We left Tom in our cabin with four full briefcases of paperwork to sort out, and went to see Harry Stein.

We found him where I expected to, in a secluded corner of the metals shop, behind a desk with stacks of pamphlets, journals and papers that would have been improbable in a full gee. He and a Tensor lamp were hunched over an incredibly ancient typewriter. One massive roll fed clean paper into it, another took up the copy. I noted with approval that the manuscript’s radius was two or three centimeters thicker than when last I’d seen it. “Say hey, Harry. Finishing up chapter one?”

He looked up, blinked. “Hey, Charlie. Good to see you.” For him it was an emotional greeting. “You must be her sister.”

Norrey nodded gravely. “Hi, Harry. I’m glad to meet you. I hear those candles in Liberation were your idea.” Harry shrugged. “She was okay.”

“Yes,” Norrey agreed. Unconsciously, instinctively, she was taking on his economical word usage—as Shara had before her.

“I,” I said, “will drink to that proposition.”

Harry eyed the thermos on my belt, and raised an eyebrow in query.

“Not booze,” I assured him, unclipping it. “On the wagon. Jamaican Blue Mountain coffee, fresh from Japan. Real cream. Brought it for you.” Damn it, I was doing it too.

Harry actually smiled. He produced three mugs from a nearby coffeemaker unit (personally adapted for low gee), and held them while I poured. The aroma diffused easily in low gee; it was exquisite. “To Shara Drummond,” Harry said, and we drank together. Then we shared a minute of warm silence.
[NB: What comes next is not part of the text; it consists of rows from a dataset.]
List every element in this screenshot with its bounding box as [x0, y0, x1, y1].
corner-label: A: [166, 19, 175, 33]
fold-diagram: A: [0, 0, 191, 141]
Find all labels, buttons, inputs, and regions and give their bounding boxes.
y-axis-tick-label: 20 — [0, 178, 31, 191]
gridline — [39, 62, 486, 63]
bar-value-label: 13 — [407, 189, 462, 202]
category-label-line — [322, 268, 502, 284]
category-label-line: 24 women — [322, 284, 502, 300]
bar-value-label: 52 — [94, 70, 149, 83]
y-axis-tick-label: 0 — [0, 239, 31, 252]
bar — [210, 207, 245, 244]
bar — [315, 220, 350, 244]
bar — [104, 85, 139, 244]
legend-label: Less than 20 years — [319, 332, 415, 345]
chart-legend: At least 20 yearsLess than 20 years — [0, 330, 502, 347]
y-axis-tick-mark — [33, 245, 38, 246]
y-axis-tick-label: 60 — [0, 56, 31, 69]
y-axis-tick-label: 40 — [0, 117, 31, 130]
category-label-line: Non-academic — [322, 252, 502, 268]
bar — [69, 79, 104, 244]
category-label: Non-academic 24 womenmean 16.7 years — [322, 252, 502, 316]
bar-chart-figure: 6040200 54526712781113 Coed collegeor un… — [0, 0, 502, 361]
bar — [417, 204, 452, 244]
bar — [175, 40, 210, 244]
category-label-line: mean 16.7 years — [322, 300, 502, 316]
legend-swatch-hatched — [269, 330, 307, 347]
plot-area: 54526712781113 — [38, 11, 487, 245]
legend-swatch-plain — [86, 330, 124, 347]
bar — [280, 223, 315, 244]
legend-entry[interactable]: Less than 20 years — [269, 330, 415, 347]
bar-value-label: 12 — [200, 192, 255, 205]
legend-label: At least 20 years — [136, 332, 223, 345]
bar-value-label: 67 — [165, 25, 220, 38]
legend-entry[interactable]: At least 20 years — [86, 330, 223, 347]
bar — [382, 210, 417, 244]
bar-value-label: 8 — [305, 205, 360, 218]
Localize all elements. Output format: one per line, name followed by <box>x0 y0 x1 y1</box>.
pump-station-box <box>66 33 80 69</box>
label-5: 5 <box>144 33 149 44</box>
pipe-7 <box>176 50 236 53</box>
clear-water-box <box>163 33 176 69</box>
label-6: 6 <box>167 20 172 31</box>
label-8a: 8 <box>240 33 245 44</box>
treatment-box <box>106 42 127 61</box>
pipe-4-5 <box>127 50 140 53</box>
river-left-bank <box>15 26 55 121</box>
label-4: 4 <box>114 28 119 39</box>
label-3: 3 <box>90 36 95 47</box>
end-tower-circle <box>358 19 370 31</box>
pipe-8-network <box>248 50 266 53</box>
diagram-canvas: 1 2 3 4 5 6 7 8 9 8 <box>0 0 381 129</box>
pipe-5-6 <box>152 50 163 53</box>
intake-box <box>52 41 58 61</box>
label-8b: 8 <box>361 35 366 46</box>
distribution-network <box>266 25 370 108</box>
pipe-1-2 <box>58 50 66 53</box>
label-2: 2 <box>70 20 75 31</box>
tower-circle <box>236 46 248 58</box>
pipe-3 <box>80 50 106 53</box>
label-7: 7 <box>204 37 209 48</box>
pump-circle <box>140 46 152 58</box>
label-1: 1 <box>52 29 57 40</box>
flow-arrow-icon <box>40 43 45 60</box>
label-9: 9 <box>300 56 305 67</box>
Harry was a fifty-year-old ex-fullback who had kept himself in shape. He was so massive and formidably packed that you could have known him a long time without ever suspecting his intelligence, let alone his genius—unless you had happened to watch him work. He spoke mostly with his hands. He hated writing, but put in two methodical hours a day on The Book. By the time I asked him why, he trusted me enough to answer. “Somebody’s gotta write a book on space construction,” he said. Certainly no one could have been better qualified. Harry literally made the first weld on Skyfac, and had bossed virtually all construction since. There was another guy who had as much experience, once, but he died (his “suit sold out,” as the spacemen say: lost its integrity). Harry’s writing was astonishingly lucid for such a phlegmatic man (perhaps because he did it with his fingers), and I knew even then that The Book was going to make him rich. It didn’t worry me; Harry will never get rich enough to retire.